Frequently Asked Questions

Can the school be asked to pay for the OT assessment? Under OSHA 1994, employers (including schools) have a duty to provide safe working conditions. You can request ergonomic assessment through your school administration. Government schools may access this through NIOSH programmes. Private schools can engage OTs directly.

I’ve been teaching for 20 years and the pain just started. Why now? Cumulative load. The same postures and movements that were tolerable at 30 become damaging at 50 as muscles weaken and joints degenerate. Addressing ergonomics now prevents the damage from accelerating.

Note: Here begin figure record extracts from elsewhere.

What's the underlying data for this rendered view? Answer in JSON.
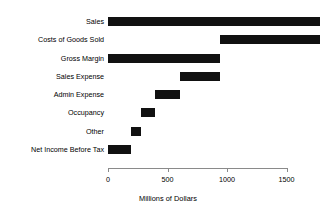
{
  "chart_data": {
    "type": "bar",
    "subtype": "waterfall",
    "orientation": "horizontal",
    "title": "",
    "xlabel": "Millions of Dollars",
    "ylabel": "",
    "xlim": [
      0,
      1780
    ],
    "xticks": [
      0,
      500,
      1000,
      1500
    ],
    "xtick_labels": [
      "0",
      "500",
      "1000",
      "1500"
    ],
    "grid": false,
    "legend": "none",
    "bar_color": "#111111",
    "axis_color": "#8a8a8a",
    "categories": [
      "Sales",
      "Costs of Goods Sold",
      "Gross Margin",
      "Sales Expense",
      "Admin Expense",
      "Occupancy",
      "Other",
      "Net Income Before Tax"
    ],
    "bars": [
      {
        "label": "Sales",
        "start": 0,
        "end": 1780,
        "value": 1780
      },
      {
        "label": "Costs of Goods Sold",
        "start": 940,
        "end": 1780,
        "value": 840
      },
      {
        "label": "Gross Margin",
        "start": 0,
        "end": 940,
        "value": 940
      },
      {
        "label": "Sales Expense",
        "start": 605,
        "end": 940,
        "value": 335
      },
      {
        "label": "Admin Expense",
        "start": 395,
        "end": 605,
        "value": 210
      },
      {
        "label": "Occupancy",
        "start": 277,
        "end": 395,
        "value": 118
      },
      {
        "label": "Other",
        "start": 193,
        "end": 277,
        "value": 84
      },
      {
        "label": "Net Income Before Tax",
        "start": 0,
        "end": 193,
        "value": 193
      }
    ],
    "values": [
      1780,
      840,
      940,
      335,
      210,
      118,
      84,
      193
    ]
  }
}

Can OT help with my voice problems too? Voice is primarily a speech-language therapist’s domain. But the OT can modify the classroom environment to reduce voice demands: strategic classroom arrangement, amplification systems, and teaching techniques that reduce shouting (proximity, visual signals).

You Shouldn’t Have to Choose Between Teaching and Your Health.

Teaching is physically demanding work performed in environments designed for students, not staff. An OT redesigns how you interact with your classroom, so you can teach for decades, not years.

Chat with us on WhatsApp to find a workplace wellness OT, anywhere in Malaysia.